I laughed out loud. ‘I’ve never thought of myself that way. And we’re not married so I’m nobody’s missus. What I meant was, it won’t be the local PC Plod who will be looking at this.’ I suspected that this would make it better, not worse, but I wasn’t sure. It did.

He nodded, and picked up the pen and wrote his mobile number beside the registration number.

He looked around, as if he’d suddenly realised he was in a small, enclosed, and very unfamiliar space with a woman old enough to be his mother, but he couldn’t work out the mechanics of getting away. I stood. ‘Thank you again,’ I said, and moved to the door.

As we passed the assistants’ desks in the space outside, I said, ‘Hold on a minute.’ Publicity was just around the corner, and I went and scanned their shelves, grabbing half a dozen titles. ‘I’ll order you up some new ones,’ I called to the intern looking daggers at me. These were advance copies
to send out to newspapers for reviewing, and no one was supposed to take them, although everyone did. She wasn’t appeased, but she didn’t have the seniority to challenge me outright, either. While I was at it, I filched a T&R bag and dumped everything in, returning to Sam. In the thirty seconds I’d been gone, Miranda had befriended him. He was leaning against her filing cabinet, chatting and entirely at ease.

‘Here,’ I said, handing the bag over. ‘For your sister.
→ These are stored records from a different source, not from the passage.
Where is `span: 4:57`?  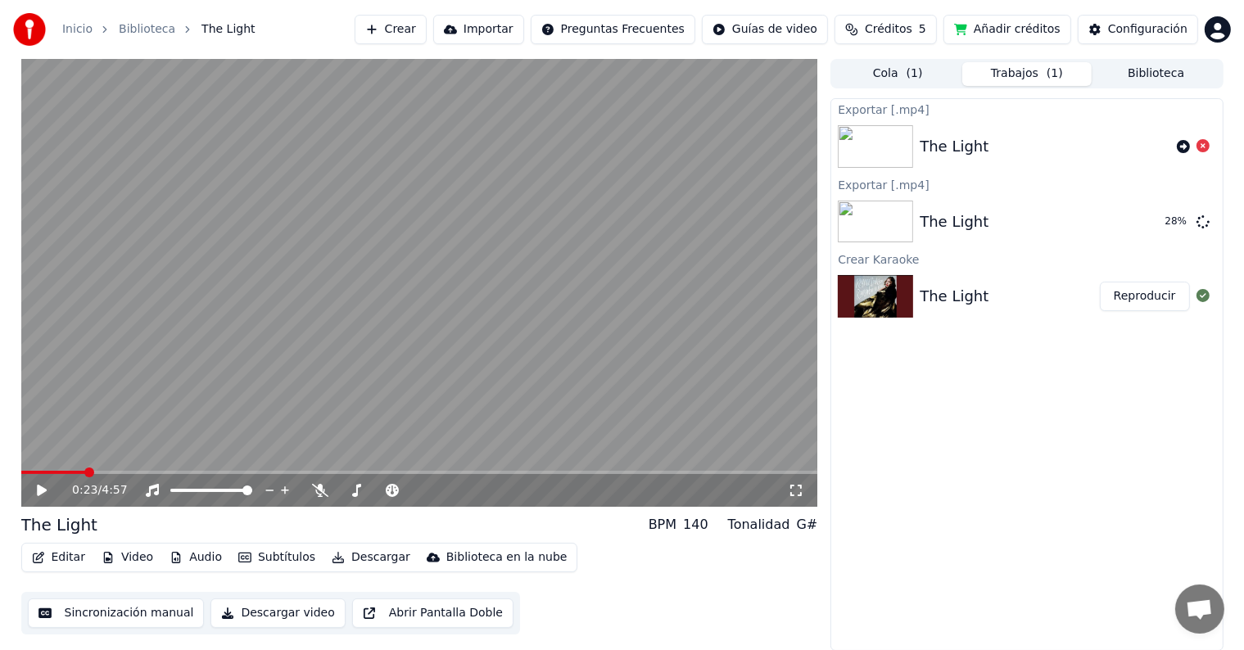 span: 4:57 is located at coordinates (114, 491).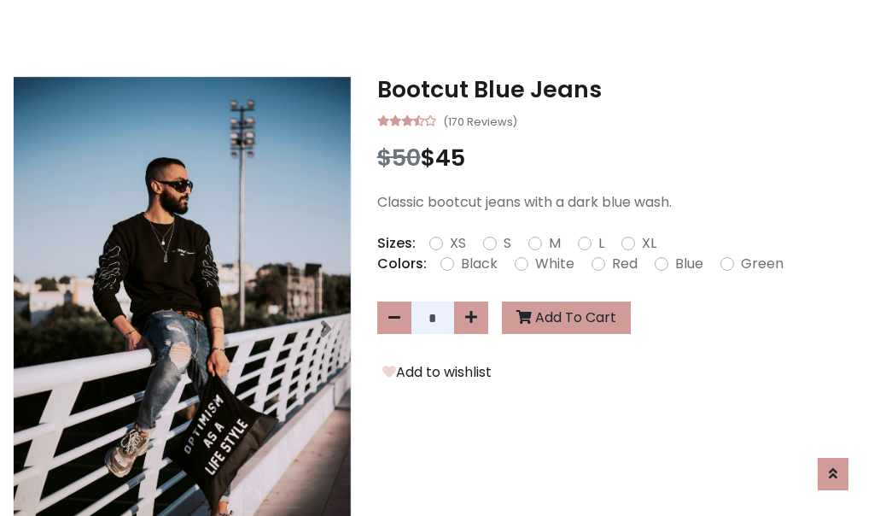 This screenshot has height=516, width=874. Describe the element at coordinates (619, 90) in the screenshot. I see `h3: Bootcut Blue Jeans` at that location.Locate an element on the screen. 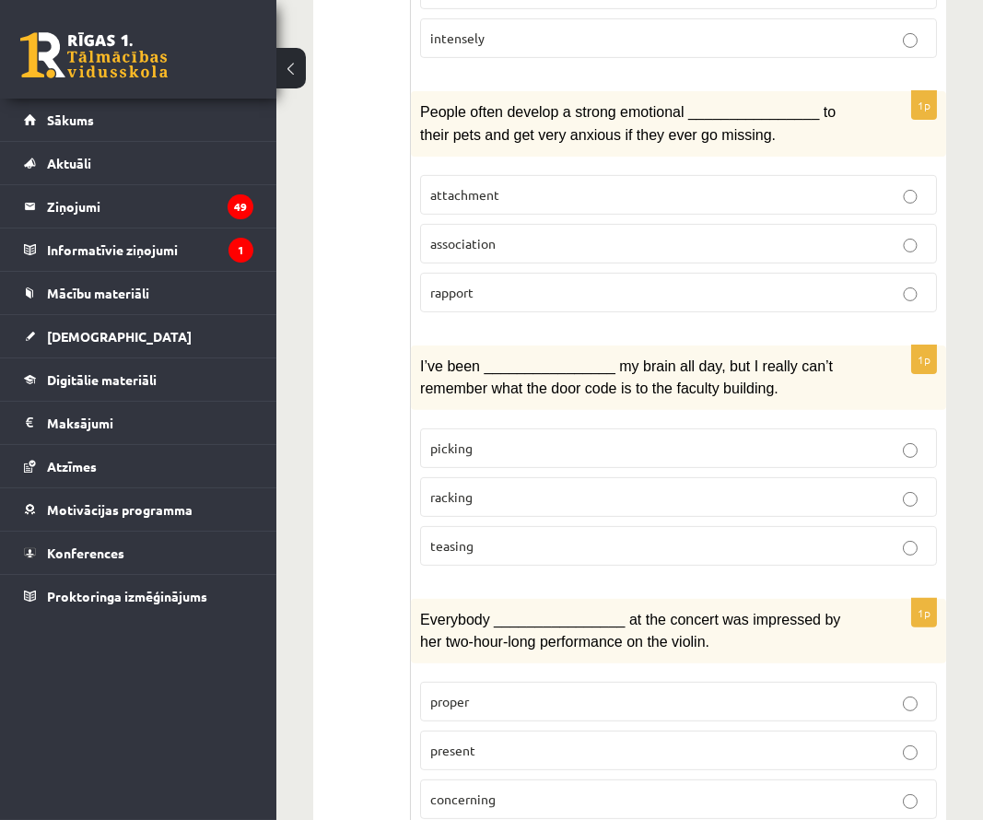 The image size is (983, 820). a: Sākums is located at coordinates (138, 120).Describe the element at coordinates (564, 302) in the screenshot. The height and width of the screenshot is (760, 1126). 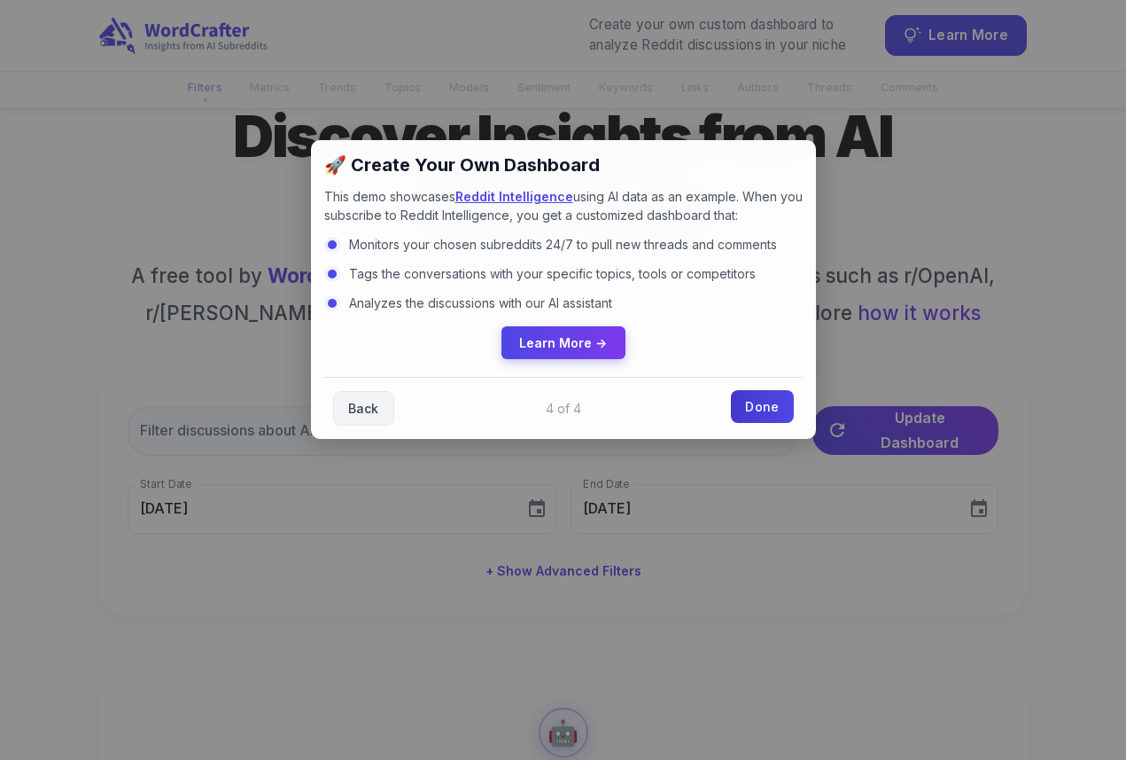
I see `li: Analyzes the discussions with our AI assistant` at that location. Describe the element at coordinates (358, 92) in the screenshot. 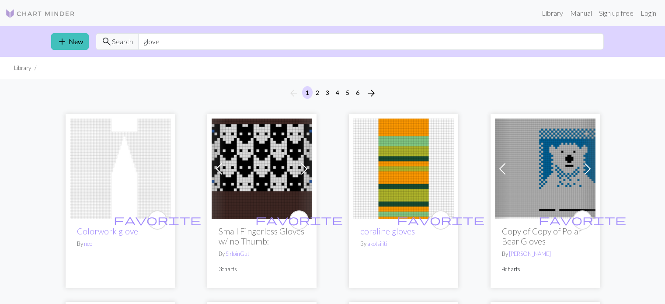

I see `button: 6` at that location.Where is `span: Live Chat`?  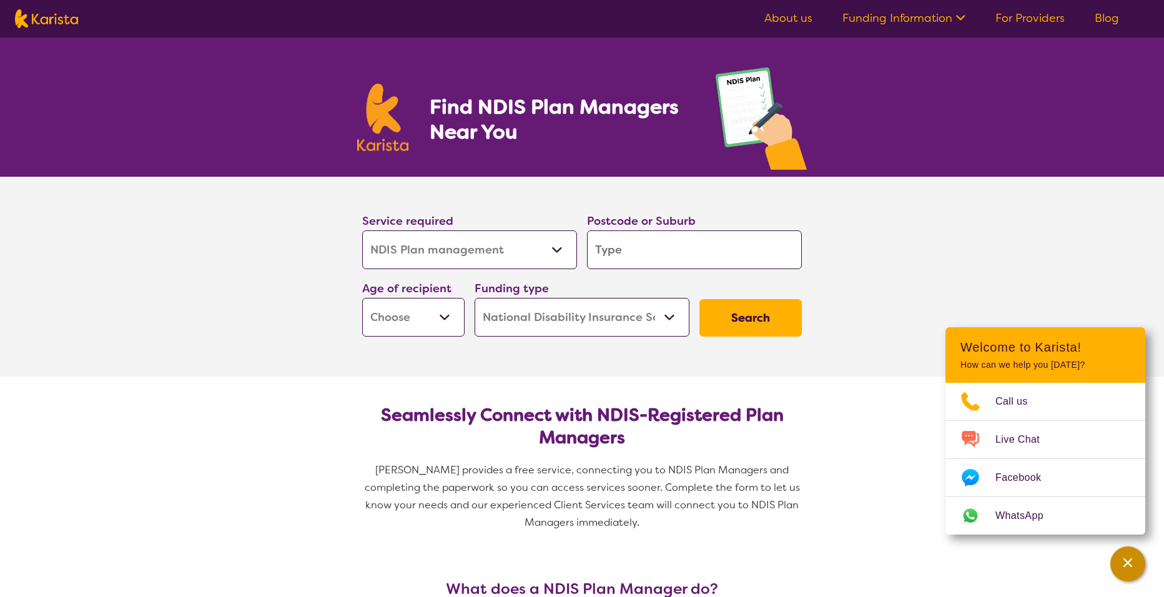
span: Live Chat is located at coordinates (1025, 440).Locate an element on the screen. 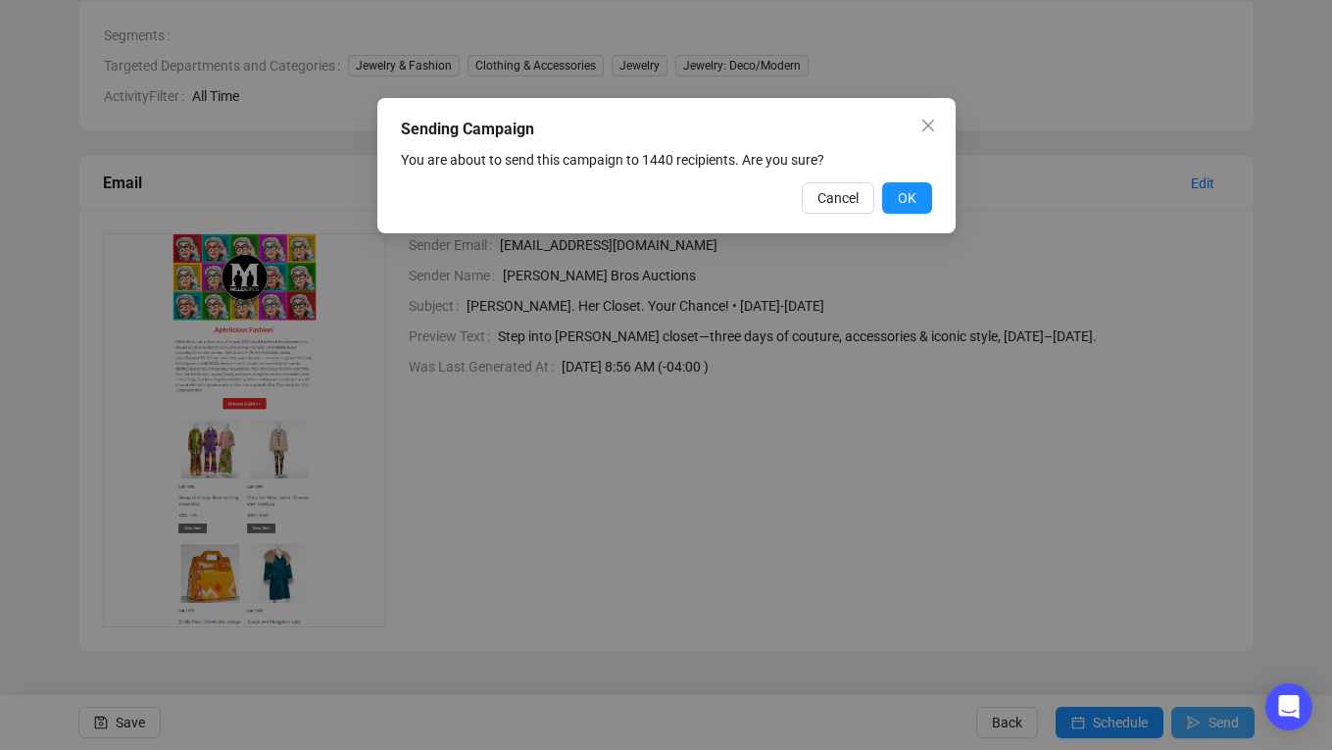 This screenshot has height=750, width=1332. button: Cancel is located at coordinates (838, 198).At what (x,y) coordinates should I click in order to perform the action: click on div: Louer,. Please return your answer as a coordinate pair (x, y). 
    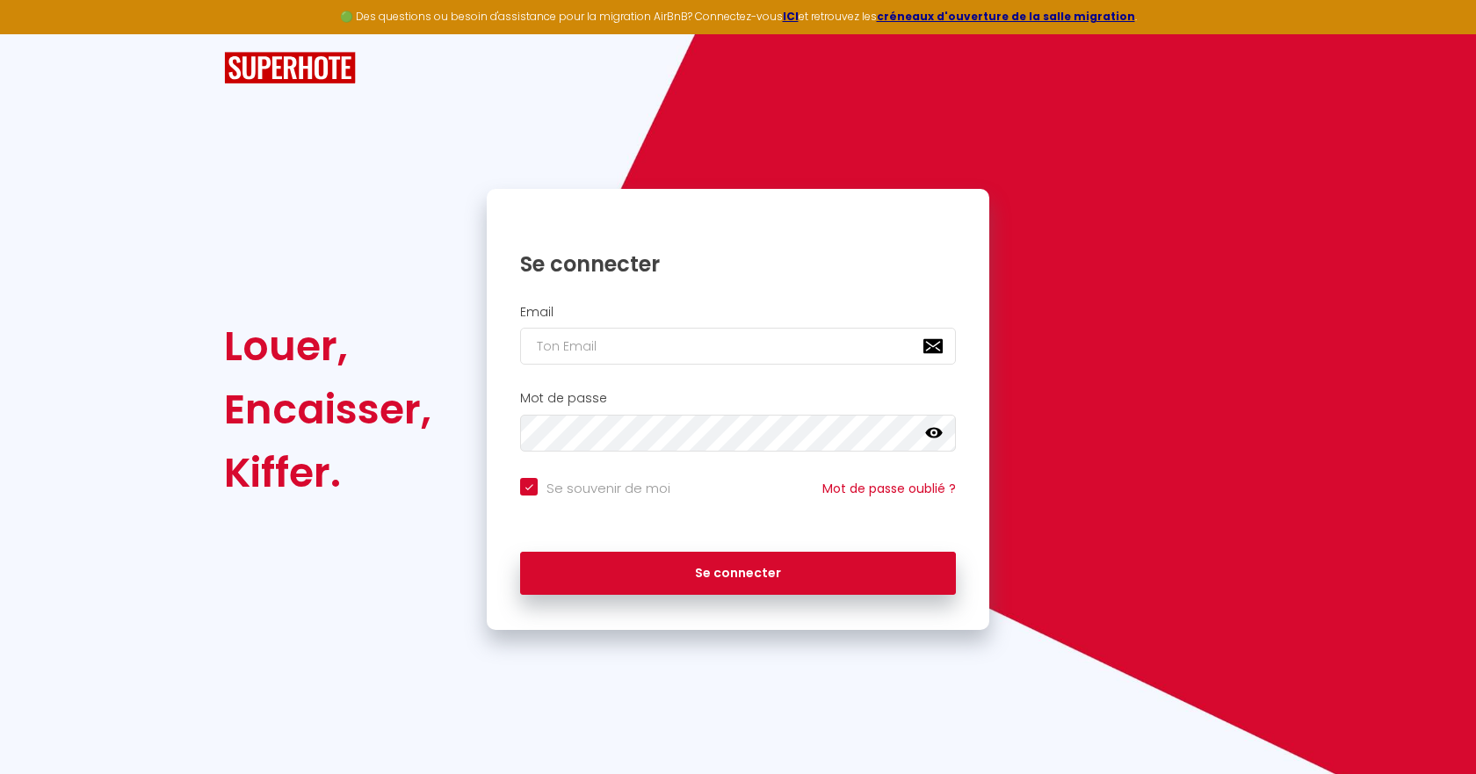
    Looking at the image, I should click on (328, 346).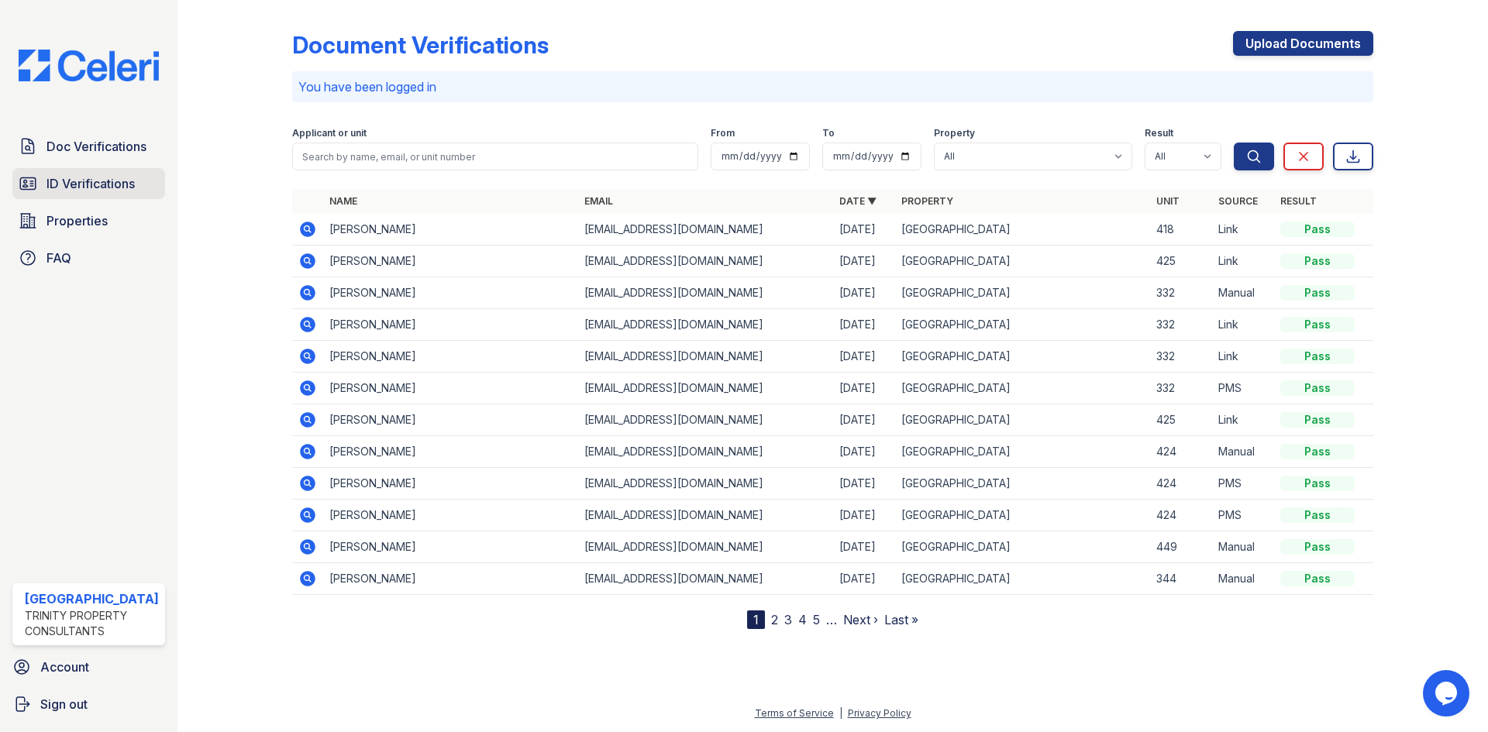 The height and width of the screenshot is (732, 1488). Describe the element at coordinates (879, 713) in the screenshot. I see `a: Privacy Policy` at that location.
I don’t do anything I think you’d like.’

He put his head on one side. ‘Motocross?’

‘You’re just saying that because of the way I dress.’ It took him ten seconds to work out that that was a joke, and by that time, he and I and Miranda had got to the front door.

‘See you,’ he said, slinging the bag on his shoulder. Job done.

‘And I’m taking early lunch, if that’s OK,’ said Miranda.

I’d said ‘Sure’, and was halfway up the stairs before I looked at my watch. Eleven o’clock, Miranda? I hoped to God he was eighteen. A young-looking twenty would be even better.

Back in my office, I rang Jake. Voicemail. I hung up, and emailed instead. ‘The boy who saw the hit-and-run came through. He saw the woman again on the High Street. She got into a car, not hers,’ and I added the registration number. Then I thunked myself on the forehead and added. ‘Also, I’m never going to make inspector. I have no idea what the boy’s last name is, and forgot to ask. First name Sam, and I have his phone number. According to neighbourhood gossip he’s been “in trouble” with the police. He says he’ll talk to you, though. Let me know.’

Then I thought about last night again, and sent him another email. ‘Dear DI Field, Yesterday evening a neighbour who witnessed the hit-and-run I was involved in on Castleton Street last Saturday saw a woman he recognised as the driver. He saw her get into a car in Camden, and although she wasn’t driving, he took down the registration number (attached), in the hope that it will help to identify her. I’m afraid that for the moment he isn’t willing to give a statement. Yours, Samantha Clair.’ If the hit-and-run ever became part of a case, Jake was going to need to show how he got the information that led to an arrest. Paperwork. Registration numbers. Phone numbers. All documented. Documentation was good. I admired my own neat and tidy files. And then I sat up again. Documentation.